Wright Aeronautical - History

History

This American company evolved from the 1909-1916 Wright Company, which merged with the Glenn L. Martin Company in 1916 to form the Wright-Martin Aircraft Corporation. Glenn Martin resigned from Wright-Martin and reformed an independent Glenn L. Martin Company in September 1917. Wright-Martin was renamed Wright Aeronautical in 1919.

In May 1923, Wright Aeronautical purchased the Lawrance Aero Engine Company, as the United States Navy was concerned that Lawrance couldn't produce enough engines for its needs. Charles Lawrance was retained as a vice president.
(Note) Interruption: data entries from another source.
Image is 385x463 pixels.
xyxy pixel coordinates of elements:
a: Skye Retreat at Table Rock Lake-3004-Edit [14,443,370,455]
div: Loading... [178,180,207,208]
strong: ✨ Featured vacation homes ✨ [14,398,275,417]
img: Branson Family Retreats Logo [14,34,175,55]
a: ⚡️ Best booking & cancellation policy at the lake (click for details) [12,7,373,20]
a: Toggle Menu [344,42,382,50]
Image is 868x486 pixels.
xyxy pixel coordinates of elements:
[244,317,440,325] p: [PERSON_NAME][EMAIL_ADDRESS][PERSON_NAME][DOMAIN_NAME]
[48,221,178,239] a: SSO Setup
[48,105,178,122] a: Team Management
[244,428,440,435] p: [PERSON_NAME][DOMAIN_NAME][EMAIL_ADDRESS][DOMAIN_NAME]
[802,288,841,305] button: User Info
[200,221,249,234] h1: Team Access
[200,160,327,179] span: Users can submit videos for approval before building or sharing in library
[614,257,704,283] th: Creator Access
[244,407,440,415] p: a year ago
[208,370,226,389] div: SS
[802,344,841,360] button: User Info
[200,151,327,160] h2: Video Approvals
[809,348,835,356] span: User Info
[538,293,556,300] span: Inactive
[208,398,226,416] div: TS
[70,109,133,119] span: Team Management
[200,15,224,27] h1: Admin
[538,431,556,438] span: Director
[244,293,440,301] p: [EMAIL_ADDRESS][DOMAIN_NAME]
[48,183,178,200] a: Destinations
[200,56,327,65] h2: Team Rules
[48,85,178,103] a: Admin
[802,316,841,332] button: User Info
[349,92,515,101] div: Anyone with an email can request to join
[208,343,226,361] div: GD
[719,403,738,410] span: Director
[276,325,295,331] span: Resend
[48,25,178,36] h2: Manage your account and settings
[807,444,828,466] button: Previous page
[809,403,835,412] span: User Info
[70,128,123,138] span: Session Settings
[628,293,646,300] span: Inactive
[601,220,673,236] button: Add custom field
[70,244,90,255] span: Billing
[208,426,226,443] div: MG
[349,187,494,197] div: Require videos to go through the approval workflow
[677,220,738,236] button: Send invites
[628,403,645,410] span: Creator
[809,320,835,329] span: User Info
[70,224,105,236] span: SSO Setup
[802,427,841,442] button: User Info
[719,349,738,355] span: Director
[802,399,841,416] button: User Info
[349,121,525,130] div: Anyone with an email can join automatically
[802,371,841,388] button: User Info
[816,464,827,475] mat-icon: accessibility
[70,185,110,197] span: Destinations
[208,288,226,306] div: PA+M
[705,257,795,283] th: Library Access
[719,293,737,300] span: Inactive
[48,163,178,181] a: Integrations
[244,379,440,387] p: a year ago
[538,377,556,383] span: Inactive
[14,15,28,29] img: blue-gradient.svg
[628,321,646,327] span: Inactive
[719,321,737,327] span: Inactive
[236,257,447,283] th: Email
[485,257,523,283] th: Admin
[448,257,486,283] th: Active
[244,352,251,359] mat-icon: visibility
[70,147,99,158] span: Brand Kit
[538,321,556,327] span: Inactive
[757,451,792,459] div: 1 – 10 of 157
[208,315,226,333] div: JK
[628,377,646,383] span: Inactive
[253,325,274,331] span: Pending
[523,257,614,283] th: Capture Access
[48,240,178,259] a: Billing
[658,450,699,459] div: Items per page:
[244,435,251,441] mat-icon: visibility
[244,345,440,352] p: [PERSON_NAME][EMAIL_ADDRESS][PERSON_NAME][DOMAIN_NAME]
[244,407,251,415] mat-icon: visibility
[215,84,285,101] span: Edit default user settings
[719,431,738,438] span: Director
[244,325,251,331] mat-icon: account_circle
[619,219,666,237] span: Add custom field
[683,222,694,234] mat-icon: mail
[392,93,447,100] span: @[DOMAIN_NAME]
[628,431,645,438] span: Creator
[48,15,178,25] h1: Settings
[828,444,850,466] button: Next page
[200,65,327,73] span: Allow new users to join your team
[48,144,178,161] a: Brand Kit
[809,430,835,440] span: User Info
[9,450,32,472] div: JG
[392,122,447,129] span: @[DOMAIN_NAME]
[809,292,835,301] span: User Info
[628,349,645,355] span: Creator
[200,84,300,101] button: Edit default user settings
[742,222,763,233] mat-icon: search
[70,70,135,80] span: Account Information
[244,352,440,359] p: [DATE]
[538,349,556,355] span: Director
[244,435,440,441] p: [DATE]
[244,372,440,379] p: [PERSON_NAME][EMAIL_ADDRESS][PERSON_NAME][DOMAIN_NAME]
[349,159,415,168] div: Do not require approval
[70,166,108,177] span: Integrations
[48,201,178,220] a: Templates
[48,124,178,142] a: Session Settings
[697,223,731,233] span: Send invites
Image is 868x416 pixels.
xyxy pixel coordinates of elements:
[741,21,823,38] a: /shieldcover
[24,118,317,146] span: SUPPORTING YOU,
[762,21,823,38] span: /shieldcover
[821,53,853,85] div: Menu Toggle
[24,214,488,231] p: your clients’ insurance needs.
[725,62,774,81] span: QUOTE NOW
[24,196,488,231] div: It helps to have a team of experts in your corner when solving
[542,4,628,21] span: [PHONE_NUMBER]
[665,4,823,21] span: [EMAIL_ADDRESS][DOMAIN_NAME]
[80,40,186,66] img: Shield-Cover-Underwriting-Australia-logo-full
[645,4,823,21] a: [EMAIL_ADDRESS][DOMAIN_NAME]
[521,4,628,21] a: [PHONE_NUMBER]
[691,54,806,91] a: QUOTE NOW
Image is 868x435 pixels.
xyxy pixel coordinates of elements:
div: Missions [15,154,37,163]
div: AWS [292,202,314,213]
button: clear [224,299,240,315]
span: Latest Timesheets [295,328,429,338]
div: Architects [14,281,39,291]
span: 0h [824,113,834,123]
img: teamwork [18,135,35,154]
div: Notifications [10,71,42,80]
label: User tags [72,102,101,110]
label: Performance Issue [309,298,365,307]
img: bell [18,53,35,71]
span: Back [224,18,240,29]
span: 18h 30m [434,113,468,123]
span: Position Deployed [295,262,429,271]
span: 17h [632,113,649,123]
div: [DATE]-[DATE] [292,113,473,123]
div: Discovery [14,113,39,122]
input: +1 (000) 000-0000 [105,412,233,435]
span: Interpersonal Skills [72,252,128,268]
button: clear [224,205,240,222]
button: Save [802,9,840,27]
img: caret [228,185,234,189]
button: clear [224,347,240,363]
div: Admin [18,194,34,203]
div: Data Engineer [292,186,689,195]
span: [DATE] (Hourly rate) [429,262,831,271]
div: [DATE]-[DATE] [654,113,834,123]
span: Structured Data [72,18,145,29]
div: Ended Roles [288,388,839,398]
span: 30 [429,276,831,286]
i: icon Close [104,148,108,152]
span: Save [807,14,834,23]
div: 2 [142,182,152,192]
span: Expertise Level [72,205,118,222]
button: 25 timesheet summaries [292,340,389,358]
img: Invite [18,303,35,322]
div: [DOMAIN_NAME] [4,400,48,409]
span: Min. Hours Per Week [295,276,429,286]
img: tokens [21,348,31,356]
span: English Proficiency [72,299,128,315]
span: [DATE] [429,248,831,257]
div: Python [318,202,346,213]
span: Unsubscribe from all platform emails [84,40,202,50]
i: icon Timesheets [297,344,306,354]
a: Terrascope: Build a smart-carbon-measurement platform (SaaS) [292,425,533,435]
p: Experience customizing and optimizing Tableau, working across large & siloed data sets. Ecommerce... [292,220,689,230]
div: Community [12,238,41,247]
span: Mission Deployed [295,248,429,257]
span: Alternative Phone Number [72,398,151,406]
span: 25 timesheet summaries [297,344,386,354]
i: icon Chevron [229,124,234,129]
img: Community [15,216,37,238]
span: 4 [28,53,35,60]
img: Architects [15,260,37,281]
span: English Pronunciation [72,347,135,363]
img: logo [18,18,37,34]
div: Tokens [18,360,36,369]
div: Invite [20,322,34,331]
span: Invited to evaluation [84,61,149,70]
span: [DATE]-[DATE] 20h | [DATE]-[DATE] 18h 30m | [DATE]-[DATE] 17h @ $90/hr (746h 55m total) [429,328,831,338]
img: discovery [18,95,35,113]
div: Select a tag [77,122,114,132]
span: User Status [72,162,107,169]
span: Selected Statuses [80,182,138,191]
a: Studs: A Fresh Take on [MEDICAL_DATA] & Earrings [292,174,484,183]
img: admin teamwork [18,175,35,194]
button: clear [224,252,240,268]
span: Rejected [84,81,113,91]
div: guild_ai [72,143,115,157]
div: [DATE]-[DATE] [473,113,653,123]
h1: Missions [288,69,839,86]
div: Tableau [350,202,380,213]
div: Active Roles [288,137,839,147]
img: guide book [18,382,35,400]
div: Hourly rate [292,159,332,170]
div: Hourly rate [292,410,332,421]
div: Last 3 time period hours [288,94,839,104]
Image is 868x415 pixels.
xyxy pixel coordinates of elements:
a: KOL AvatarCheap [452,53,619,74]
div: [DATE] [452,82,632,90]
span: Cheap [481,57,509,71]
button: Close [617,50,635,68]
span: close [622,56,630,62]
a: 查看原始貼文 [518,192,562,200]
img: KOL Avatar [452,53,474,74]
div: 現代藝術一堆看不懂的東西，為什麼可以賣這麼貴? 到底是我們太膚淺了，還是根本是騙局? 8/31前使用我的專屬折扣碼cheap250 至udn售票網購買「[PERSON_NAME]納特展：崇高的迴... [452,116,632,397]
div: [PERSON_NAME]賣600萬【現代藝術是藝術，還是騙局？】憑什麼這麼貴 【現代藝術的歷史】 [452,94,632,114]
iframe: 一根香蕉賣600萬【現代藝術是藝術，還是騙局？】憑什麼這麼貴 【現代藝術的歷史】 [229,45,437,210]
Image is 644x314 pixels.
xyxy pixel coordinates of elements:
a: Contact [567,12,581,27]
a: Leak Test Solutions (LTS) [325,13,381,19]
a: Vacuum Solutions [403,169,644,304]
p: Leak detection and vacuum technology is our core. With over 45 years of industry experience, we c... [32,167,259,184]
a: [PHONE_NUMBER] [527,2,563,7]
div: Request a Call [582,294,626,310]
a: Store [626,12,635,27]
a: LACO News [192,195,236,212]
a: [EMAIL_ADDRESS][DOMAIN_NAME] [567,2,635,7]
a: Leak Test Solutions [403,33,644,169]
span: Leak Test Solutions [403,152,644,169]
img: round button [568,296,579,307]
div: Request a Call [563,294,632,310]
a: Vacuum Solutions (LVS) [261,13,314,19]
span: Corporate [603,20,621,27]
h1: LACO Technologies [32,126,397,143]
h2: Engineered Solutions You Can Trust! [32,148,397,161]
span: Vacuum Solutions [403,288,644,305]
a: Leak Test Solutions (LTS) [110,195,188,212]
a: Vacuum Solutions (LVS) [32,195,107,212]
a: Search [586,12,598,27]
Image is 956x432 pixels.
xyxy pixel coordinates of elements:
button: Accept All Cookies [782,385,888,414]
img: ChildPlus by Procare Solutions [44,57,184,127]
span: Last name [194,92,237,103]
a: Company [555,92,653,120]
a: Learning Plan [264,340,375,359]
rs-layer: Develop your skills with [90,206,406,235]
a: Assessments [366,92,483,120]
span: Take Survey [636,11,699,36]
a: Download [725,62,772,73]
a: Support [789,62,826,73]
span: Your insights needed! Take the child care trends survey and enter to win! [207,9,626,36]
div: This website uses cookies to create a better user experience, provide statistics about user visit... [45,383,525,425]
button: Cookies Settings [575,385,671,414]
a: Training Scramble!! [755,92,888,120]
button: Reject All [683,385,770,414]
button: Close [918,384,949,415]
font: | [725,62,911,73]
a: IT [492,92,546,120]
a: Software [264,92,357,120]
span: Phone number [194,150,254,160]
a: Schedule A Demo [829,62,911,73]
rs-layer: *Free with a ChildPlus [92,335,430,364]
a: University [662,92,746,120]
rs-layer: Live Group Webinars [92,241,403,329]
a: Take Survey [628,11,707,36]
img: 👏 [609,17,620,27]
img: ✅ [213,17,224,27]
In 1925, after Wright's president, Frederick B. Rentschler, left the company to found Pratt & Whitney, Lawrance replaced him as company president.

Wright Aeronautical merged with the Curtiss Aeroplane and Motor Company on July 5, 1929, to become the Curtiss-Wright Corporation.

Read more about this topic:  Wright Aeronautical

Famous quotes containing the word history:

    History is the present. That’s why every generation writes it anew. But what most people think of as history is its end product, myth.
    —E.L. (Edgar Lawrence)

    Books of natural history aim commonly to be hasty schedules, or inventories of God’s property, by some clerk. They do not in the least teach the divine view of nature, but the popular view, or rather the popular method of studying nature, and make haste to conduct the persevering pupil only into that dilemma where the professors always dwell.
    Henry David Thoreau (1817–1862)

    Universal history is the history of a few metaphors.